In your video it looks like you're running things in Docker containers. Even if you start containers using WSL, they still run in a separate Hyper-V virtual machine with a true Linux kernel, whereas WSL shares the Windows kernel and works by mapping Linux system calls directly to Windows kernel calls. When you run the "docker" command in WSL, it's just communicating with the Docker daemon running outside of WSL.

Docker runs this way on Windows because WSL does not implement all the Linux kernel system calls, only the most important ones needed by most applications, and the missing ones include some needed to run the Docker daemon.

All in all, this means that what you're talking about is not affected by the linked issue because it uses a different mechanism to access files (the Hyper-V driver rather than the WSL system call mapping). Although, if anything, I would expect Hyper-V to be even slower.



(Your edit makes my reply make a lot less since since you removed all of your original questions, but I'll leave my original reply, read the part after number 7)

My set up is basically this:

1. I use WSL as my day to day programming environment with the Ubuntu WSL terminal + tmux[0]. It's where I run a bunch of Linux tools and interact with my source code.

2. I have Docker for Windows installed (since the Docker daemon doesn't run directly in WSL yet due to missing Linux kernel features like iptables, etc.).

3. I installed Docker and Docker Compose inside of WSL but the daemon doesn't run in WSL. I just use the Docker CLI to communicate with Docker for Windows using DOCKER_HOST, so docker and docker-compose commands seamlessly work inside of WSL from my point of view[1].

4. All of my source code lives on a spinning disk drive outside of WSL which I edit with VSCode which is installed on Windows.

5. That source code drive is mounted into WSL using /etc/wsl.conf at / (but fstab works just as well)[2].

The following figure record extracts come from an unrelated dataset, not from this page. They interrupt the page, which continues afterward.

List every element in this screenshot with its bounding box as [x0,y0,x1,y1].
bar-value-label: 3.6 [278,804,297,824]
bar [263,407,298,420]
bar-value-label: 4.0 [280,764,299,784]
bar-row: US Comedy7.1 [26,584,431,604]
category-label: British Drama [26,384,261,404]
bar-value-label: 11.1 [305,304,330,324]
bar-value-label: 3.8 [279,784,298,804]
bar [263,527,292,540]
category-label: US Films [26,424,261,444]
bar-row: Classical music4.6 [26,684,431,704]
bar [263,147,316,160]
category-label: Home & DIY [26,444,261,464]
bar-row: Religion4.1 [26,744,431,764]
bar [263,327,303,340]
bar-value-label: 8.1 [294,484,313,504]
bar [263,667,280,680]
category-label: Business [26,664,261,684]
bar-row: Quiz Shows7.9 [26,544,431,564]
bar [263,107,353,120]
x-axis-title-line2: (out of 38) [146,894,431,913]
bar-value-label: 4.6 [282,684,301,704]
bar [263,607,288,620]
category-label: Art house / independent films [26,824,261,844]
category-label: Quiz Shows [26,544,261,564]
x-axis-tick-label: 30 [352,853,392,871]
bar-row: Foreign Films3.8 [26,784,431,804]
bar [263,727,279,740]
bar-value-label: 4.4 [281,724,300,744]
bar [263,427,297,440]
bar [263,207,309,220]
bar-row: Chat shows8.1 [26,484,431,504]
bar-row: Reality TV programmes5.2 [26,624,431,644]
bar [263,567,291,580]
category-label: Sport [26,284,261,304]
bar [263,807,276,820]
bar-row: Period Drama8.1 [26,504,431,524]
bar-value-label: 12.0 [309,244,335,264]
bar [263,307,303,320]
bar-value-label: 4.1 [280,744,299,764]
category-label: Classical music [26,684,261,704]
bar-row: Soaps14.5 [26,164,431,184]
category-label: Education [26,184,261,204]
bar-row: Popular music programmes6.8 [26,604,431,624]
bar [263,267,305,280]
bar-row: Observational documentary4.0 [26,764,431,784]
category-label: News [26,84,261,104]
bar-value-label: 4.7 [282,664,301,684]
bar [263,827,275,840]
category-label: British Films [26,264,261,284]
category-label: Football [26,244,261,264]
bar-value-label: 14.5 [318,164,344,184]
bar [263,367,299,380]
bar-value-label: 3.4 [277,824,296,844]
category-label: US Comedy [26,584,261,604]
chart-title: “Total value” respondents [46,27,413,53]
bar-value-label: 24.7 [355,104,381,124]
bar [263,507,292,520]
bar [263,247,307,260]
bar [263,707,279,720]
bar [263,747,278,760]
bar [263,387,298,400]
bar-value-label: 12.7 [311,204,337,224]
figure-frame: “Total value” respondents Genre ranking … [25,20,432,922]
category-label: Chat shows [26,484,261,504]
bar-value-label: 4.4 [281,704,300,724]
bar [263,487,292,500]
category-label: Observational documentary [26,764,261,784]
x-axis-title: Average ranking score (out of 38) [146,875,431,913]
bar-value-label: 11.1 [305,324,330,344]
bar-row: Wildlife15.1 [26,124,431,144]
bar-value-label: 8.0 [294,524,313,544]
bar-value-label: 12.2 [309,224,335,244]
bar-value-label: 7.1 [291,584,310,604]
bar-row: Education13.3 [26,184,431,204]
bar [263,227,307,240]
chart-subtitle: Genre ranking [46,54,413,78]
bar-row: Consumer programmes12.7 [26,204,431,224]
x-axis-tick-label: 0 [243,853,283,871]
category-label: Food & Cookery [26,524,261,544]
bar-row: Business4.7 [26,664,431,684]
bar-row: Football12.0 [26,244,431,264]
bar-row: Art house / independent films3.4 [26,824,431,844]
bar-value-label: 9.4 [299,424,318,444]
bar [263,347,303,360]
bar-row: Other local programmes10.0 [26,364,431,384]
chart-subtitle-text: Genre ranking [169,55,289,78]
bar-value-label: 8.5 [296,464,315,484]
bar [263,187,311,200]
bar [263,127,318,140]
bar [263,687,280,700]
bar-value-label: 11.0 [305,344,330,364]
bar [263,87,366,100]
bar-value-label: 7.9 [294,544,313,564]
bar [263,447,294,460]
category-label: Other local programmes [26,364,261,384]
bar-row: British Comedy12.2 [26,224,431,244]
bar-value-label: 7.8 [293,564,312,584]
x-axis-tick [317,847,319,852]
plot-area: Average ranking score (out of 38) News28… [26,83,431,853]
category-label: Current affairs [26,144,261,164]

6. That source code drive is also shared with Docker for Windows and available to be used as a volume in any container.

7. All of my Dockerized web apps are running in Linux containers, but using this set up should be no problem if you use Windows containers I guess? I never used Windows containers, but that seems out of scope for WSL / Docker CLI. That comes down to Docker for Windows.

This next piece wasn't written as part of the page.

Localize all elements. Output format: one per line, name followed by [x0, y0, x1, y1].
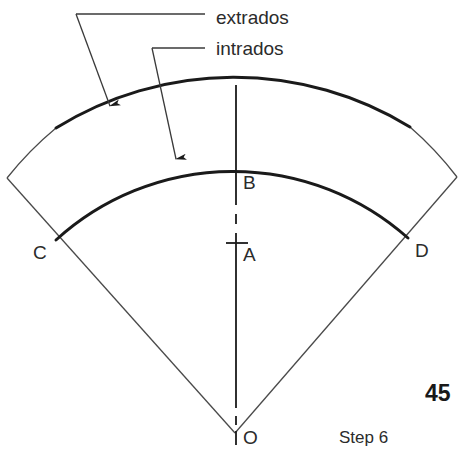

But, it's worth mentioning I have installed Ruby directly in WSL and didn't use Docker, and things are still just as fast as with Docker volumes. In fact, I run Jekyll directly in WSL without Docker because I really like live reload and I couldn't get that to work through Docker. My blog has like 200+ posts and 50+ drafts, and if I write a new blog post, Jekyll reloads the changes in about 3 seconds, and that's with Jekyll-Assets too. I have a feeling it wouldn't be that much faster even on native Linux since Jekyll is kind of slow, but I'm ok with a 3 second turn around considering it does so much good stuff for me.

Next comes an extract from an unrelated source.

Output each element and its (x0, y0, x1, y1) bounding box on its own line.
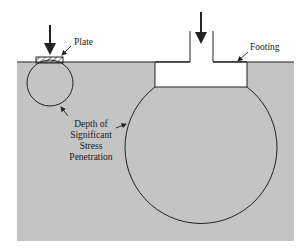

[0]: https://nickjanetakis.com/blog/conemu-vs-hyper-vs-terminus-v...

[1]: https://nickjanetakis.com/blog/setting-up-docker-for-windows...

[2]: https://github.com/nickjj/dotfiles/blob/master/etc/wsl.conf


It's worth noting that copying in/out of the docker for windows container can be interesting. Docker for windows mirrors the content in the volume directory on windows to one native inside the container... for some editing, it's fine... but try something a SQLite database with a gui in windows, and a container in linux both connected, and it will blow up on you.

The mount in WSL is really adaptive calls to the native OS, so that side will work without issue... the sync inside the container while editing is fast enough, and the running/building in the container is faster than it would be on the WSL itself as described by GP.